Love, Liberation, and Escaping Slavery brings several remarkable documents into the print record and thus extends what we know about the Crafts. As importantly, it models an expansive and creative approach to archival work. An open letter to President Millard Fillmore, for example, written by the Crafts’ former owner, Robert Collins, and published in the New York Herald in November 1850, demonstrates the rhetorical force available to slave owners in the wake of the Fugitive Slave Law (63). Consideration of the Massachusetts Supreme Judicial Court case filed for William Craft’s libel case likewise illuminates the rhetorical skill of the Crafts, the faithfulness of abolitionist friends who testified and advocated on their behalf, and the “limitations of the politics of respectability as a blunting force against racial bigotry” (83).

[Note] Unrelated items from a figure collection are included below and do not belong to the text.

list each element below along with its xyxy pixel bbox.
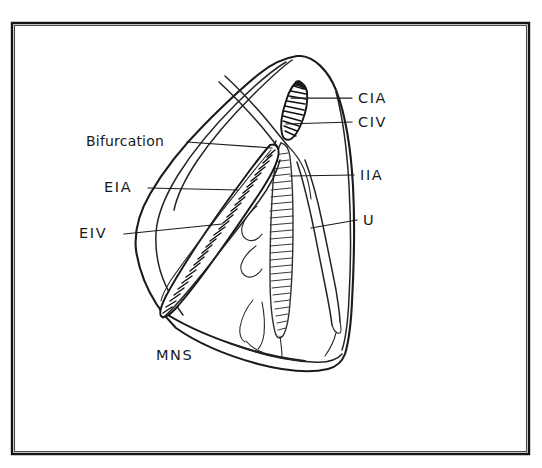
anatomical-figure-container: CIA CIV IIA U Bifurcation EIA EIV MNS xyxy=(0,0,542,468)
anatomical-diagram-svg: CIA CIV IIA U Bifurcation EIA EIV MNS xyxy=(0,0,542,468)
label-iia: IIA xyxy=(360,167,383,183)
label-eiv: EIV xyxy=(79,225,107,241)
label-eia: EIA xyxy=(104,179,132,195)
label-civ: CIV xyxy=(358,114,387,130)
labels-bottom-group: MNS xyxy=(156,347,193,363)
label-bifurcation: Bifurcation xyxy=(86,133,164,149)
label-u: U xyxy=(363,212,375,228)
label-cia: CIA xyxy=(358,90,387,106)
label-mns: MNS xyxy=(156,347,193,363)
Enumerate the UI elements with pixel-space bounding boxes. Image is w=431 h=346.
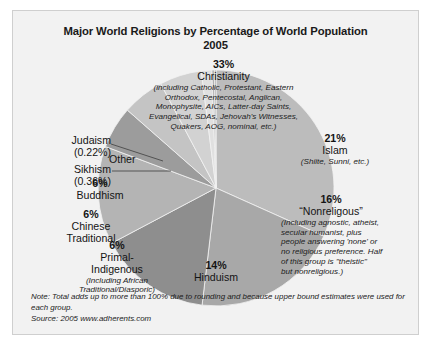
sikhism-percent: (0.36%) xyxy=(19,176,111,188)
slice-label-islam: 21% Islam (Shiite, Sunni, etc.) xyxy=(261,133,409,167)
christianity-detail-3: Monophysite, AICs, Latter-day Saints, xyxy=(116,102,331,112)
footnote-source: Source: 2005 www.adherents.com xyxy=(31,314,409,325)
nonreligious-detail-2: secular humanist, plus xyxy=(255,228,407,238)
slice-label-other: Other xyxy=(109,154,179,166)
christianity-name: Christianity xyxy=(116,71,331,83)
buddhism-name: Buddhism xyxy=(48,190,152,202)
nonreligious-detail-5: of this group is "theistic" xyxy=(255,257,407,267)
slice-label-christianity: 33% Christianity (including Catholic, Pr… xyxy=(116,59,331,132)
footnote-note-line-2: each group. xyxy=(31,303,409,314)
nonreligious-detail-6: but nonreligious.) xyxy=(255,267,407,277)
hinduism-name: Hinduism xyxy=(171,272,261,284)
other-name: Other xyxy=(109,154,179,166)
chart-figure: Major World Religions by Percentage of W… xyxy=(12,10,419,335)
nonreligious-detail-1: (Including agnostic, atheist, xyxy=(255,218,407,228)
nonreligious-detail-3: people answering 'none' or xyxy=(255,237,407,247)
nonreligious-name: “Nonreligous” xyxy=(255,206,407,218)
footnote-note-line-1: Note: Total adds up to more than 100% du… xyxy=(31,292,409,303)
primal-name-1: Primal- xyxy=(59,252,175,264)
slice-label-sikhism: Sikhism (0.36%) xyxy=(19,164,111,188)
primal-name-2: Indigenous xyxy=(59,264,175,276)
primal-detail-1: (Including African xyxy=(59,276,175,286)
chinese-name-1: Chinese xyxy=(39,221,143,233)
christianity-detail-1: (including Catholic, Protestant, Eastern xyxy=(116,83,331,93)
judaism-percent: (0.22%) xyxy=(19,147,111,159)
slice-label-nonreligious: 16% “Nonreligous” (Including agnostic, a… xyxy=(255,194,407,277)
islam-name: Islam xyxy=(261,145,409,157)
christianity-detail-4: Evangelical, SDAs, Jehovah's Witnesses, xyxy=(116,112,331,122)
slice-label-judaism: Judaism (0.22%) xyxy=(19,135,111,159)
slice-label-primal-indigenous: 6% Primal- Indigenous (Including African… xyxy=(59,240,175,295)
slice-label-hinduism: 14% Hinduism xyxy=(171,260,261,284)
christianity-detail-2: Orthodox, Pentecostal, Anglican, xyxy=(116,93,331,103)
nonreligious-detail-4: no religious preference. Half xyxy=(255,247,407,257)
christianity-detail-5: Quakers, AOG, nominal, etc.) xyxy=(116,122,331,132)
chart-footnote: Note: Total adds up to more than 100% du… xyxy=(31,292,409,325)
islam-detail-1: (Shiite, Sunni, etc.) xyxy=(261,157,409,167)
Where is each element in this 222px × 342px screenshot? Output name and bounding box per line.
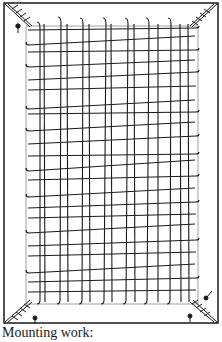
horizontal-threads bbox=[26, 26, 199, 292]
mounting-diagram bbox=[0, 0, 222, 328]
vertical-threads bbox=[37, 17, 189, 304]
figure-caption: Mounting work: bbox=[2, 325, 93, 341]
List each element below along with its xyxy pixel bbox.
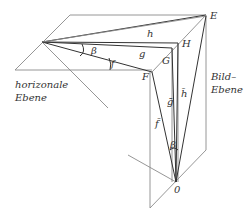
label-picture-plane-2: Ebene [210,84,243,95]
label-f-bar: f̄ [154,118,161,129]
label-g-bar: ḡ [167,96,173,107]
label-H: H [181,38,191,49]
angle-arc-beta-top [80,44,84,56]
label-g: g [139,48,145,59]
inner-frame [152,15,206,182]
label-O: 0 [174,184,181,195]
label-f: f [110,59,116,69]
label-picture-plane-1: Bild– [210,71,236,82]
label-horizontal-plane-2: Ebene [14,92,47,103]
label-horizontal-plane-1: horizonale [15,79,68,90]
perspective-diagram: E H G F 0 h g f β h̄ ḡ f̄ β horizonale E… [0,0,252,219]
label-h-bar: h̄ [181,88,187,99]
label-h: h [147,28,153,39]
label-beta-top: β [90,45,97,56]
label-G: G [162,55,170,66]
picture-plane [128,15,206,208]
rays-origin [152,16,206,182]
label-E: E [209,10,218,21]
label-beta-bottom: β [169,139,176,150]
label-F: F [141,71,150,82]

Among the most engaging of McCaskill’s readings is her analysis of Lydia Maria Child’s Unionist stage rendering of the Crafts’ story, Stars and Stripes: A Melo-Drama (1855), which, as McCaskill argues, confines Ellen’s character within the conventions of the sexually imperiled female slave, politically salient perhaps but contrary to Ellen’s own account of her experience and motivation for hazarding escape. In some instances, McCaskill moves more quickly through these texts than one might wish. For example, William Wells Brown’s depiction of the Crafts in Clotel (1853) receives only a brief mention, as does the biographical sketch in abolitionist William Still’s landmark history, The Underground Railroad (1872). Analysis of Child’s account of the Crafts, included in her 1865 Reconstruction reader, The Freedmen’s Book, seems similarly curtailed. These limitations, even if we judge them as such, hardly detract from McCaskill’s feat of memory work, an accomplishment that will undoubtedly reframe critical conversations about William and Ellen Craft for years to come.
This article originally appeared in issue 17.4.5 (Fall, 2017).
Michael Stancliff is associate professor of English at Arizona State University where he teaches courses in nineteenth-century American literature, African American literature, rhetoric, and composition. He is the author of Frances Ellen Watkins Harper: African American Reform Literature and the Rise of a Modern Nation State.